Why should progress be putrid?

 
By Sunita Narain
Published: Saturday 15 March 2003

Last time I wrote about the cycle of poison, where one toxic substance is replaced with another, equally toxic, one. This cycle, I wrote, is exactly like the modern economy where business is profitable only when it comes up with profitable solutions for old problems. It is a toxic tango, deadly for our health and environment. It defies the logic of progress.

That's why we desperately need a global compact on product impact assessment and liability. Today, the global ecological regulatory framework does not penalise the producer if his product is dangerous or toxic. Instead, it actually rewards him by providing another lucrative market for substitutes.

International agreements do not even begin to address the principle of liability and compensation - holding polluters liable to pay damages. Take the Montreal Protocol. Such are its terms that industries have been rewarded -- many times over -- for producing chemicals like chlorofluorocarbons (cfcs), which threatened the ozone layer.

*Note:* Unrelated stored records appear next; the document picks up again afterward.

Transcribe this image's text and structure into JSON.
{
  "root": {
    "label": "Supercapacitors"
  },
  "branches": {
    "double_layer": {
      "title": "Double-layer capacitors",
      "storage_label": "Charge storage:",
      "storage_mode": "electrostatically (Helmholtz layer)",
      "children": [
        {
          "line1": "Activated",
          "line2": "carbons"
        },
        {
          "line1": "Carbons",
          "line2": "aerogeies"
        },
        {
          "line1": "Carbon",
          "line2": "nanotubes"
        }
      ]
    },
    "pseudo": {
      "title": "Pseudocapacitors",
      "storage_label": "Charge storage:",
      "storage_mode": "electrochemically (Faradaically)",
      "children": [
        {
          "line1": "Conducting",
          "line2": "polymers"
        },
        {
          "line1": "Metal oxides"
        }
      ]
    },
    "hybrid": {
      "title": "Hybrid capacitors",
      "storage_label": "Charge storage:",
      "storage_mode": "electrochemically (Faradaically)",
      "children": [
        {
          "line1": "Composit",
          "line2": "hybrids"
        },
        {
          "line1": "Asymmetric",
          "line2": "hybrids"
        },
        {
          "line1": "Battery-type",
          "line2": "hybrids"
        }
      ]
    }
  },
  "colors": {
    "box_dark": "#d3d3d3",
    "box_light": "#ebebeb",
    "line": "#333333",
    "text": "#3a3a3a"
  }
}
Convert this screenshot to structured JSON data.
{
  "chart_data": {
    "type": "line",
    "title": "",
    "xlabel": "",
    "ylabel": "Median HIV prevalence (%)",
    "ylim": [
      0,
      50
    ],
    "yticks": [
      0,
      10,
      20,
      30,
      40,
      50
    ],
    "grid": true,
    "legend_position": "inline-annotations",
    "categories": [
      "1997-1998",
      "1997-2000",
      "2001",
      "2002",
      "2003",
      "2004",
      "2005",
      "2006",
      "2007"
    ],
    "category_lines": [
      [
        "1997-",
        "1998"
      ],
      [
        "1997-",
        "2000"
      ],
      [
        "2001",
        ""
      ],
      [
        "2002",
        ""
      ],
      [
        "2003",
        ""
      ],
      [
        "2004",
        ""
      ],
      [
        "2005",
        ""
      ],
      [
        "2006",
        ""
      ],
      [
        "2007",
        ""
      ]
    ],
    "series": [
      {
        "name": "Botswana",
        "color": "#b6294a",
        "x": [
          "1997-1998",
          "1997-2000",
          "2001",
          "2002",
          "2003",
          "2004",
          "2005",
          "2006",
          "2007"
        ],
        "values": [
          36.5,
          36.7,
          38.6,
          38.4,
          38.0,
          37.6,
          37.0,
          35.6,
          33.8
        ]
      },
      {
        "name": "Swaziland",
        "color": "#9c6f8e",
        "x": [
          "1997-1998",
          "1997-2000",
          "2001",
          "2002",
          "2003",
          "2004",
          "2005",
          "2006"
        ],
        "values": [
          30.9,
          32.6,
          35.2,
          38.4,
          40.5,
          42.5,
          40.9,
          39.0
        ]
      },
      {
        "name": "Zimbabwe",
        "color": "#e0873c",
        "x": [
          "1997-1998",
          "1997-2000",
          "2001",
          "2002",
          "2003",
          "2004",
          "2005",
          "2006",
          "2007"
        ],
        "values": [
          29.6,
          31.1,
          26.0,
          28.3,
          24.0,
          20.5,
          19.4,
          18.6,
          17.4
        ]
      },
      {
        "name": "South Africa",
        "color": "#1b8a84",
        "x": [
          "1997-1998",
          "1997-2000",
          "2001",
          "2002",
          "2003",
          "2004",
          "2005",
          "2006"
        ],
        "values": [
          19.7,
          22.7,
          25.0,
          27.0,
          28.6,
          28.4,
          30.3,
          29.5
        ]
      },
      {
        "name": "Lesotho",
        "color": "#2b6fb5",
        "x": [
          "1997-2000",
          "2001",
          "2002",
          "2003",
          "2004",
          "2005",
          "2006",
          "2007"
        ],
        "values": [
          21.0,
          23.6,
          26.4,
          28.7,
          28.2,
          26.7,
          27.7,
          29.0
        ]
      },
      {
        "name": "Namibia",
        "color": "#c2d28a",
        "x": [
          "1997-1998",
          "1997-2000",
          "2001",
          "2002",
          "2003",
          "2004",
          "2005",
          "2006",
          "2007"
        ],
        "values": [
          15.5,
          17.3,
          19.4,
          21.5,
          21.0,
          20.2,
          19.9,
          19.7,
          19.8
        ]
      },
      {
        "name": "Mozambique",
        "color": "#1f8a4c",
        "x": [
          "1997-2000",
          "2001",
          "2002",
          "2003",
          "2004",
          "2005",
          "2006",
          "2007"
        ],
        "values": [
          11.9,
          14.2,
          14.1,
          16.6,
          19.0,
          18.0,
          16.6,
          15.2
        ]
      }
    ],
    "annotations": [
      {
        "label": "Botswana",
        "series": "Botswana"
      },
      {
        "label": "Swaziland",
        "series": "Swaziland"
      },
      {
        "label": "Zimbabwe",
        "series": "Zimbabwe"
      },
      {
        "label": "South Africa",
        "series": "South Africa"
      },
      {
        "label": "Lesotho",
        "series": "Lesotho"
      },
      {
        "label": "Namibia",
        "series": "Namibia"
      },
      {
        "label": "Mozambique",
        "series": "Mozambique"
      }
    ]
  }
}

Big cfc manufacturers like Du Pont were gifted huge new markets for alternative chemicals they produced and the convention encouraged. The fact that one of these 'alternatives' -- hfc-134a -- could now be banned for its climate change potential has no material implications for the company marketing the chemical. The race to find the environment-friendly alternative chemical is not just never-ending, but also eternally profitable. In the Montreal Protocol itself, more and more chemicals are being added to the phase-out list, but not once has the question of holding the manufacturer liable been raised, let alone discussed.

It is the same with pesticides. In 1939, Paul Muller of the Swiss based Geigy Pharmaceuticals discovered how effective Dichloro diphenyl trichloethane (ddt) was as an insecticide. In 1948 he was awarded the Nobel Prize even as Charles Broley, a Canadian banker, found that the pesticide sprayed along the coast to control mosquitoes was the cause of the decline of the bald-headed eagle. By 1972, ddt's dangers were known and it was banned in the us.

But markets simply shifted to more lucrative ventures. On the one hand industry profited by finding substitutes, often more toxic. On the other, they increased exports of ddt and many other banned chemicals to developing countries. Journalists David Weir and Mark Schapiro in their book, Circle of Poison, show that in the 1980s, over 25 per cent of the pesticides exported from the us were banned there.

Manufacturing, too, grew in developing countries, along with consumption. But new problems emerged. By the 1990s pesticides sprayed in developing countries were making their way back to the industrialised world. The poison had come full circle. The return route was multiple. One such route was food import. In 1996 chlordane -- banned in the us but exported by its corporations -- was found in carrots imported from Mexico. The second route was via the oceans and atmosphere. Pesticides sprayed in the developing world were found in the waters of even the remote polar regions of the world.

Global action has been multi-pronged. Firstly, the world community has negotiated the Stockholm Convention on Persistent Organic Pollutants. Under this, 12 organochlorine pesticides and industrial chemicals have been targeted for global ban. A committee reviews and targets more of these pollutants. Secondly, the Rotterdam convention on Prior Informed Consent Procedure for Certain Hazardous Chemicals and Pesticides in International Trade was adopted. The convention enables countries to express their "prior informed consent" before receiving imports of a specified list of hazardous and banned chemicals. Again, a list - 27 to begin with and 4 added in the last few years.

But the chain remains unbroken. In India, for instance, toxic organochlorine aldrin was banned. It was replaced by another insecticide, chlorpyrifos . This insecticide was found in most samples of bottled water the Centre for Science and Environment recently analysed (see: Down To Earth, vol 11, no 18; February 15, 2003). It is under urgent review the world over because of its neuroteratogenic properties. But not in India.

In India, the government does not even think it just or fit to disclose the known toxicity of the chemicals registered by the Central Insecticides Board. Science and silence go hand in hand in a conspiracy that thrills the industry-government combine.

The problem, scientists will tell you, is that it is impossible to know everything about a product when it is introduced. The one option is to invest in science for ecological security, so that we stay ahead of nasty environmental surprises. Environmental assessment of products, and not just projects, must be mandatory and more stringent.

But much more important is to jump ahead. To break the cycle. To invent and innovate in products outside the toxicity treadmill. But for this new-generation of products, industry will need less greed and more foresight.

It will also need the stick of regulation. One key issue is to build a strong liability regime so that the manufacturer is warned of the precautions needed to invent products that could be profitable in the short-run and toxic in the long-run. This liability regime will force manufacturers to take life-time responsibility and invest in sustainability.

Otherwise, progress will just be putrid.